"Is it necessary that I should tell you?"

"No, 'tain't necessary an' perhaps on the whole it wouldn't be best. If I don't know his name I can call him a damn liar whatever he says it is, with a clear conscience," went on the sailor blithely and guilelessly, as if conscience really mattered to him.

CHAPTER IV

A BACHELOR'S DINNER AND ITS ENDING

Bachelors' dinners, masculine pre-nuptial festivities, that is, like everything else with which poor humanity deals, may roughly be divided into two kinds, which fall under the generic names of good or bad. Of course, in practice, as in life, goodness often degenerates into badness and badness is sometimes lifted into goodness. Such is the perversity of human nature even at its best that when the declaration is made that Beekman's bachelor dinner was a good one all interest in it is immediately lost! Bad is so much more attractive in literature and in life. Perhaps it may be said that while the dinner had not descended to the unbridled license which sometimes characterized such affairs, and while there were no ladies present in various stages of--shall it be said dress or undress--nevertheless, the young fellows who were present had a delightful time which if not as innocent as the festivities of Stephanie's final entertainment to her lovely attendants, was nevertheless quite what might have been expected from clean, healthy, well-bred young Americans with a reasonable amount of restraint.

The dinner was chosen with fine discrimination and epicurean taste; it was cooked by the best chef, served at the most exclusive club and accompanied by wines with which even the most captious bon vivant could not take issue. Perhaps some of the youngsters drank more than was good for them--which instantly raises the question, how much, or how little, if any, is good for a young man? They broke up at a decently early hour in the morning in much better condition than might have been expected.

Beekman was one of the most temperate of men. He took pride in his athletic prowess and he still kept himself in fine physical trim. A very occasional glass of wine usually limited his indulgence. In this instance, however, under conditions so unusual, he had partaken so much more freely than was his wont--his course being pardonable or otherwise in accordance with the viewpoint--that he was not altogether himself. This was not much more due to the plan of Harnash than to the solicitations of the other friends who found nothing so pleasant on that occasion as drinking to his health, and generally in bumpers. Indeed, not once but many times and oft around the board they pledged him and were pledged in return.

At the insistence of Harnash, Beekman had arranged to spend the night at the former's apartment in Washington Square. Harnash made the point that he was expected to look after him and produce him the next morning in the best trim, therefore he did not wish him to get out of his sight. Accordingly, Beekman had dismissed his own car and when the party broke up about two o'clock in the morning he went away with Harnash in the latter's limousine.

At somebody's suggestion--Beekman could never remember whose, whether it was his or his friend's--they stopped at several places on the way down town for further liquid refreshment of which Beekman partook liberally, Harnash sparingly or not at all.

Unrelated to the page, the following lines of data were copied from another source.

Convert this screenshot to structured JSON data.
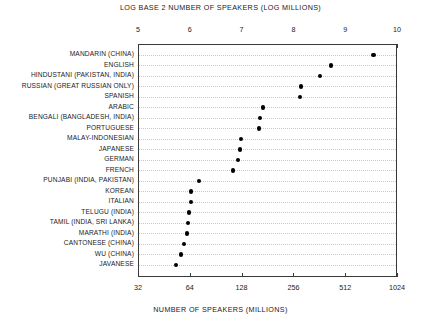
{
  "chart_data": {
    "type": "scatter",
    "title": "LOG BASE 2 NUMBER OF SPEAKERS (LOG MILLIONS)",
    "subtitle": "",
    "xlabel_top": "LOG BASE 2 NUMBER OF SPEAKERS (LOG MILLIONS)",
    "xlabel_bottom": "NUMBER OF SPEAKERS  (MILLIONS)",
    "ylabel": "",
    "orientation": "horizontal",
    "grid": "dotted-horizontal",
    "legend": "none",
    "xlim_top": [
      5,
      10
    ],
    "xlim_bottom": [
      32,
      1024
    ],
    "xticks_top": [
      "5",
      "6",
      "7",
      "8",
      "9",
      "10"
    ],
    "xticks_top_values": [
      5,
      6,
      7,
      8,
      9,
      10
    ],
    "xticks_bottom": [
      "32",
      "64",
      "128",
      "256",
      "512",
      "1024"
    ],
    "xticks_bottom_values": [
      32,
      64,
      128,
      256,
      512,
      1024
    ],
    "categories": [
      "MANDARIN (CHINA)",
      "ENGLISH",
      "HINDUSTANI (PAKISTAN, INDIA)",
      "RUSSIAN (GREAT RUSSIAN ONLY)",
      "SPANISH",
      "ARABIC",
      "BENGALI (BANGLADESH, INDIA)",
      "PORTUGUESE",
      "MALAY-INDONESIAN",
      "JAPANESE",
      "GERMAN",
      "FRENCH",
      "PUNJABI (INDIA, PAKISTAN)",
      "KOREAN",
      "ITALIAN",
      "TELUGU (INDIA)",
      "TAMIL (INDIA, SRI LANKA)",
      "MARATHI (INDIA)",
      "CANTONESE (CHINA)",
      "WU (CHINA)",
      "JAVANESE"
    ],
    "values": [
      9.53,
      8.71,
      8.49,
      8.13,
      8.11,
      7.39,
      7.33,
      7.32,
      6.97,
      6.95,
      6.91,
      6.81,
      6.16,
      6.0,
      6.0,
      5.96,
      5.95,
      5.93,
      5.87,
      5.81,
      5.71
    ],
    "values_millions": [
      740,
      420,
      360,
      280,
      276,
      168,
      161,
      160,
      125,
      124,
      120,
      112,
      72,
      64,
      64,
      62,
      62,
      61,
      58,
      56,
      52
    ],
    "units_top": "log2(millions)",
    "units_bottom": "millions of speakers"
  },
  "top_axis": {
    "title": "LOG BASE 2 NUMBER OF SPEAKERS (LOG MILLIONS)"
  },
  "bottom_axis": {
    "title": "NUMBER OF SPEAKERS  (MILLIONS)"
  }
}
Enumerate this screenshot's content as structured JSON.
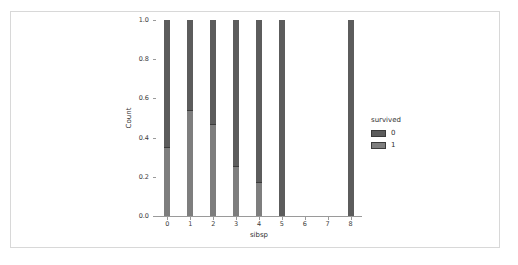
{
  "top_fragment": "",
  "chart_data": {
    "type": "bar",
    "title": "",
    "subtitle": "",
    "xlabel": "sibsp",
    "ylabel": "Count",
    "stacked": true,
    "normalized": true,
    "grid": false,
    "legend_position": "right",
    "legend_title": "survived",
    "xlim": [
      -0.5,
      8.5
    ],
    "ylim": [
      0.0,
      1.0
    ],
    "x": [
      0,
      1,
      2,
      3,
      4,
      5,
      6,
      7,
      8
    ],
    "categories": [
      "0",
      "1",
      "2",
      "3",
      "4",
      "5",
      "6",
      "7",
      "8"
    ],
    "xticks": [
      "0",
      "1",
      "2",
      "3",
      "4",
      "5",
      "6",
      "7",
      "8"
    ],
    "yticks": [
      "0.0",
      "0.2",
      "0.4",
      "0.6",
      "0.8",
      "1.0"
    ],
    "ytick_values": [
      0.0,
      0.2,
      0.4,
      0.6,
      0.8,
      1.0
    ],
    "series": [
      {
        "name": "1",
        "legend_label": "1",
        "color": "#7e7e7e",
        "values": [
          0.345,
          0.536,
          0.464,
          0.25,
          0.167,
          0.0,
          0.0,
          0.0,
          0.0
        ]
      },
      {
        "name": "0",
        "legend_label": "0",
        "color": "#5c5c5c",
        "values": [
          0.655,
          0.464,
          0.536,
          0.75,
          0.833,
          1.0,
          0.0,
          0.0,
          1.0
        ]
      }
    ],
    "bars_present": [
      true,
      true,
      true,
      true,
      true,
      true,
      false,
      false,
      true
    ],
    "colors": {
      "survived_0": "#5c5c5c",
      "survived_1": "#7e7e7e",
      "axis": "#9a9a9a",
      "text": "#2f2f2f",
      "card_border": "#d8d8d8"
    }
  }
}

It was not difficult for an adroit man like Harnash, confronted by a rather befuddled man like Beekman, to introduce the infallible knock-out drops, with which he had been provided by Woywod, into the liquor.

As they crossed Twenty-third Street on their way down town Harnash stopped the car. His chauffeur lived on East Twenty-third Street, and Harnash dismissed him, saying he would drive the car down to his private garage back of his residence in Washington Mews himself. There was nothing unusual in this; the chauffeur subsequently testified that he had received the same thoughtful consideration from his employer on many previous occasions. When the chauffeur left the car, the drug had not yet got in its deadly work. Beekman was still all right apparently and the chauffeur subsequently testified that when Beekman bade him good-night he noticed nothing strikingly unusual. Beekman seemed to be himself, although the chauffeur could see that he was slightly under the influence of wine.